"Oh, dear me, neither! Nothing so commonplace. They have taken a house just on the Avenue (they say it is a dream within), and you have to write for an appointment, and then if they will consider you at all they write back and set a time, and you go exactly as if you were calling, you know, and you are received by either Maud or Dita or both. Then you come again whenever they tell you, and all the time Dita is studying you just as a portrait painter would. Finally, when she feels that she has you thoroughly in mind, and is quite decided about the way you shall be clothed, she has designs made for you of hats and gowns, little water colors, you know, and sends you to her dressmaker. She also has your maid come and dress your hair before her, according to her directions. And it costs you!" Alice Wilstead pursed her mouth and lifted her brows, "It costs you! Oh, like the dickens!"

"Who is that?" said Mrs. Hewston turning.

"Only me," Wallace Martin replied modestly and ungrammatically, entering, as usual, unannounced, a privileged friend of the family, and greeting the two women with his usual barking cheerfulness.

"I just walked up home with that pretty little Lolita Withers, and, as you were only a block or two farther, I came on here."
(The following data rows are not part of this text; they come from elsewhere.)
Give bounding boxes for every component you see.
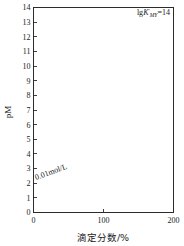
y-tick-label: 0 <box>27 208 31 217</box>
y-tick-label: 11 <box>23 47 31 56</box>
y-tick-label: 3 <box>27 164 31 173</box>
x-axis-ticks: 0100200 <box>32 209 180 225</box>
x-tick-label: 100 <box>98 216 110 225</box>
x-axis-title: 滴定分数/% <box>77 232 129 243</box>
y-tick-label: 7 <box>27 106 31 115</box>
x-tick-label: 200 <box>168 216 180 225</box>
y-tick-label: 10 <box>23 62 31 71</box>
chart-figure: 01234567891011121314 0100200 pM 滴定分数/% l… <box>0 0 184 246</box>
y-tick-label: 4 <box>27 150 31 159</box>
concentration-label: 0.01mol/L <box>34 162 69 182</box>
y-tick-label: 6 <box>27 121 31 130</box>
axis-titles: pM 滴定分数/% <box>3 106 129 243</box>
y-tick-label: 2 <box>27 179 31 188</box>
y-tick-label: 14 <box>23 3 31 12</box>
svg-text:lgK′MY=14: lgK′MY=14 <box>137 8 170 19</box>
y-tick-label: 13 <box>23 18 31 27</box>
plot-frame <box>34 8 174 213</box>
y-tick-label: 8 <box>27 91 31 100</box>
y-tick-label: 9 <box>27 77 31 86</box>
lgk-parameter-annotation: lgK′MY=14 <box>137 8 170 19</box>
y-tick-label: 5 <box>27 135 31 144</box>
y-axis-ticks: 01234567891011121314 <box>23 3 37 217</box>
x-tick-label: 0 <box>32 216 36 225</box>
y-tick-label: 1 <box>27 194 31 203</box>
concentration-annotation: 0.01mol/L <box>34 162 69 182</box>
y-axis-title: pM <box>3 106 13 119</box>
y-tick-label: 12 <box>23 33 31 42</box>
lgk-value: =14 <box>157 8 170 17</box>
titration-curve-plot: 01234567891011121314 0100200 pM 滴定分数/% l… <box>0 0 184 246</box>
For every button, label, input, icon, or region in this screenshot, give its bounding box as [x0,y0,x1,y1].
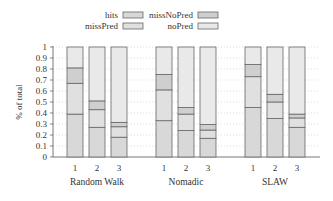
bar-segment-hits [156,121,172,157]
bar-segment-missNoPred [178,108,194,115]
bar-segment-noPred [200,47,216,125]
bar-segment-missPred [245,77,261,108]
bar-segment-noPred [67,47,83,68]
bar-segment-hits [111,137,127,157]
legend-label: missPred [85,21,119,31]
group-label: SLAW [262,177,288,187]
legend-swatch [123,23,143,29]
x-tick-label: 3 [206,163,211,173]
bar-segment-missPred [156,90,172,121]
y-tick-label: 0.1 [36,141,47,151]
bar-segment-hits [200,138,216,157]
y-axis-label: % of total [14,84,24,120]
bar-segment-noPred [156,47,172,75]
bar-segment-noPred [267,47,283,94]
bar-segment-missNoPred [89,101,105,110]
bar-segment-missPred [111,127,127,137]
bar-segment-missNoPred [245,65,261,77]
bar-segment-noPred [245,47,261,65]
stacked-bar-chart: hitsmissNoPredmissPrednoPred 00.10.20.30… [0,0,333,201]
y-tick-label: 0.3 [36,119,48,129]
x-tick-label: 1 [162,163,167,173]
y-tick-label: 1 [43,42,48,52]
legend-label: hits [105,10,119,20]
x-tick-label: 3 [295,163,300,173]
bar-segment-missNoPred [111,122,127,126]
bar-segment-missPred [89,110,105,128]
group-label: Random Walk [70,177,124,187]
bar-segment-hits [289,127,305,157]
bar-segment-noPred [178,47,194,108]
x-tick-label: 2 [184,163,189,173]
bar-segment-missPred [267,102,283,119]
bar-segment-missNoPred [156,75,172,90]
bar-segment-hits [267,119,283,158]
x-tick-label: 3 [117,163,122,173]
legend-swatch [123,12,143,18]
x-tick-label: 2 [273,163,278,173]
y-tick-label: 0.5 [36,97,48,107]
legend-label: noPred [168,21,194,31]
x-tick-label: 1 [251,163,256,173]
bars [67,47,305,157]
y-tick-label: 0.4 [36,108,48,118]
bar-segment-missNoPred [267,94,283,102]
legend-swatch [198,12,218,18]
bar-segment-noPred [289,47,305,114]
y-tick-label: 0.6 [36,86,48,96]
x-tick-label: 2 [95,163,100,173]
y-tick-label: 0.2 [36,130,47,140]
y-tick-label: 0.9 [36,53,48,63]
y-tick-label: 0.8 [36,64,48,74]
bar-segment-missNoPred [67,68,83,83]
bar-segment-noPred [111,47,127,122]
x-tick-label: 1 [73,163,78,173]
y-tick-label: 0.7 [36,75,48,85]
bar-segment-missPred [178,114,194,131]
bar-segment-noPred [89,47,105,101]
bar-segment-missNoPred [200,125,216,131]
legend-label: missNoPred [149,10,194,20]
bar-segment-hits [245,108,261,158]
group-label: Nomadic [169,177,204,187]
legend: hitsmissNoPredmissPrednoPred [85,10,218,31]
bar-segment-missNoPred [289,114,305,118]
legend-swatch [198,23,218,29]
y-tick-label: 0 [43,152,48,162]
bar-segment-hits [67,114,83,157]
bar-segment-hits [178,131,194,157]
bar-segment-missPred [289,118,305,127]
bar-segment-missPred [67,83,83,114]
bar-segment-hits [89,127,105,157]
bar-segment-missPred [200,130,216,138]
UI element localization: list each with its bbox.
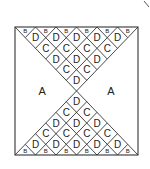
cell-label-b: B [44, 28, 48, 34]
cell-label-b: B [105, 148, 109, 154]
cell-label-c: C [83, 128, 90, 139]
cell-label-d: D [93, 32, 100, 43]
label-a-left: A [38, 85, 46, 97]
cell-label-b: B [64, 28, 68, 34]
cell-label-c: C [83, 43, 90, 54]
cell-label-c: C [83, 64, 90, 75]
cell-label-b: B [126, 148, 130, 154]
cell-label-d: D [73, 75, 80, 86]
cell-label-d: D [73, 32, 80, 43]
cell-label-b: B [85, 28, 89, 34]
cell-label-b: B [105, 28, 109, 34]
cell-label-c: C [63, 128, 70, 139]
cell-label-d: D [73, 96, 80, 107]
cell-label-d: D [52, 32, 59, 43]
cell-label-d: D [93, 139, 100, 150]
cell-label-c: C [83, 107, 90, 118]
cell-label-c: C [63, 64, 70, 75]
cell-label-b: B [23, 148, 27, 154]
cell-label-c: C [42, 128, 49, 139]
cell-label-d: D [93, 118, 100, 129]
cell-label-c: C [63, 43, 70, 54]
cell-label-c: C [104, 128, 111, 139]
cell-label-b: B [85, 148, 89, 154]
cell-label-d: D [73, 54, 80, 65]
cell-label-d: D [32, 139, 39, 150]
cell-label-c: C [104, 43, 111, 54]
cell-label-d: D [114, 139, 121, 150]
cell-label-d: D [52, 118, 59, 129]
quilt-diagram: AABBBBBBDDDDDCCCCDDDCCDDCCDDDCCCCDDDDDBB… [0, 0, 150, 169]
cell-label-d: D [32, 32, 39, 43]
cell-label-b: B [44, 148, 48, 154]
cell-label-b: B [126, 28, 130, 34]
cell-label-d: D [73, 118, 80, 129]
cell-label-d: D [114, 32, 121, 43]
cell-label-c: C [63, 107, 70, 118]
cell-label-d: D [93, 54, 100, 65]
cell-label-b: B [64, 148, 68, 154]
corner-mark [144, 1, 149, 7]
cell-label-d: D [73, 139, 80, 150]
cell-label-d: D [52, 139, 59, 150]
label-a-right: A [107, 85, 115, 97]
cell-label-b: B [23, 28, 27, 34]
cell-label-c: C [42, 43, 49, 54]
cell-label-d: D [52, 54, 59, 65]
The two women gazed at each other with a long, wondering stare. "Lolita Withers!" they exclaimed simultaneously. "Pretty!" Nothing could have been more eloquent than their tones.

"My dear Wallace," said Mrs. Hewston, finding her voice, "is this some new joke? Are you quite sane?"

"He means it for a joke," said Mrs. Wilstead, who had been peering at him curiously. "He is going in for eccentricity, or else the success of his play has gone to his head."

"Not a bit of it," replied Martin with unmoved smiles. "Lolita Withers is at present an obviously pretty girl. Any one would so consider her."

"Obviously pretty." Mrs. Wilstead had found her tongue by this time, and acrid and scoffing it proved. "That skinny, ineffective little Lolita Withers! Dull-eyed, anæmic, with stooping shoulders and wispy light hair."

"She looks like a dream of spring," said Wallace, helping himself lavishly to tea and cakes. "A sort of an evanescent beauty. Truly, yes," he affirmed, "she's been to Maud Carmine and Perdita Hepworth." He gave a great burst of laughter.